Sunday, March 3, 2013

Levinson on Blogging

In the second chapter of his book New New Media, Paul Levinson presents a wide range of information about blogging. He writes, "Blogging takes the dissemination of news and opinion one big step beyond the telegraph by allowing 'reporters'--that is, people, everyone--to file their stories instantly not with their newspapers but on their blogs, and therein, with the world at large. And because blogs are under the personal editorship of the writer, they can be about anything the writer pleases--unlike the newspaper of magazine. This personalization or 'de-professionalization' of communication is one of the signal characteristics of new new media" (p. 19). Though Levinson's concern is journalism and blogging, I would suggest that we could take this argument even further and say that new and new new media have changed all communication and information professions. De-professionalization with the changing media and technology scene is happening in many professions: librarianship, medicine, teaching, even the arts. It is telling that this class has attracted a number of students in SLIS and the J-school. Both professions are facing considerable changes and de-professionalization. Both must face head on the future of print.

JPEG of blog entry draft before adding JPEG of blog entry
I like to think of libraries as the great democratic equalizer by providing equal access to information. Levinson makes a similar case for blogging, but rather than equal access to information--consumption, he argues that blogs provide everyone the ability to write--production. There is also opportunity to connect, socialize, collaborate, and debate. That is what makes it new new media which "are intrinsically in the business of maximizing individual expression" (p. 50).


◆ **PROBLEM DETAILS**: Which lines of the data below include the string "subtitle"? Return each of them.

◆ **THE INPUT**:
.....

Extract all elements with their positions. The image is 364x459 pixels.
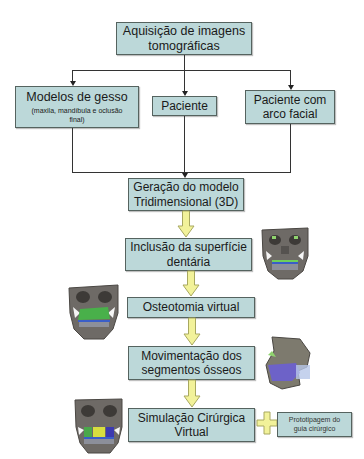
box-aquisicao-imagens: Aquisição de imagens tomográficas	[116, 22, 252, 55]
down-arrow-icon	[184, 318, 200, 346]
box-text-line1: Simulação Cirúrgica	[138, 411, 245, 425]
box-paciente-arco-facial: Paciente com arco facial	[245, 90, 335, 124]
connector-line	[290, 70, 291, 86]
box-movimentacao-segmentos: Movimentação dos segmentos ósseos	[128, 346, 255, 380]
box-text-line1: Aquisição de imagens	[123, 24, 245, 39]
box-text-line1: Movimentação dos	[141, 349, 242, 363]
down-arrow-icon	[184, 380, 200, 408]
skull-dental-surface-image	[258, 226, 313, 281]
connector-line	[72, 128, 73, 173]
down-arrow-icon	[178, 211, 194, 238]
box-text-line2: arco facial	[263, 107, 318, 121]
box-paciente: Paciente	[152, 96, 217, 116]
box-text-line1: Geração do modelo	[133, 180, 238, 194]
skull-osteotomy-image	[66, 283, 122, 341]
connector-line	[184, 70, 185, 92]
skull-simulation-image	[72, 397, 126, 455]
box-inclusao-superficie-dentaria: Inclusão da superfície dentária	[125, 238, 252, 271]
box-text-line1: Osteotomia virtual	[143, 300, 240, 314]
box-geracao-modelo-3d: Geração do modelo Tridimensional (3D)	[128, 178, 244, 211]
down-arrow-icon	[183, 271, 199, 297]
box-prototipagem-guia: Prototipagem do guia cirúrgico	[277, 412, 352, 437]
box-text-line2: Virtual	[175, 425, 209, 439]
box-osteotomia-virtual: Osteotomia virtual	[127, 297, 255, 318]
connector-line	[72, 70, 291, 71]
box-title: Modelos de gesso	[26, 90, 127, 105]
connector-line	[184, 55, 185, 70]
box-text-line2: Tridimensional (3D)	[134, 195, 238, 209]
box-text-line2: guia cirúrgico	[294, 425, 336, 433]
box-modelos-gesso: Modelos de gesso (maxila, mandíbula e oc…	[15, 86, 139, 128]
box-subtitle-line1: (maxila, mandíbula e oclusão	[31, 107, 122, 115]
connector-line	[184, 116, 185, 173]
plus-icon	[257, 412, 277, 434]
box-text-line2: dentária	[167, 255, 210, 269]
box-text-line2: tomográficas	[148, 39, 220, 54]
box-text-line2: segmentos ósseos	[141, 363, 241, 377]
box-text-line1: Inclusão da superfície	[130, 240, 247, 254]
connector-line	[290, 124, 291, 173]
box-subtitle-line2: final)	[69, 116, 84, 124]
box-text-line1: Prototipagem do	[289, 416, 340, 424]
box-text-line1: Paciente com	[254, 93, 327, 107]
skull-movement-image	[262, 335, 314, 391]
box-title: Paciente	[161, 99, 208, 113]
box-simulacao-cirurgica-virtual: Simulação Cirúrgica Virtual	[128, 408, 255, 442]
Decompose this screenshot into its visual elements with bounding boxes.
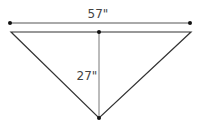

.....

◆ **RESULT**:
box-subtitle-line1: (maxila, mandíbula e oclusão	[31, 107, 122, 115]
box-subtitle-line2: final)	[69, 116, 84, 124]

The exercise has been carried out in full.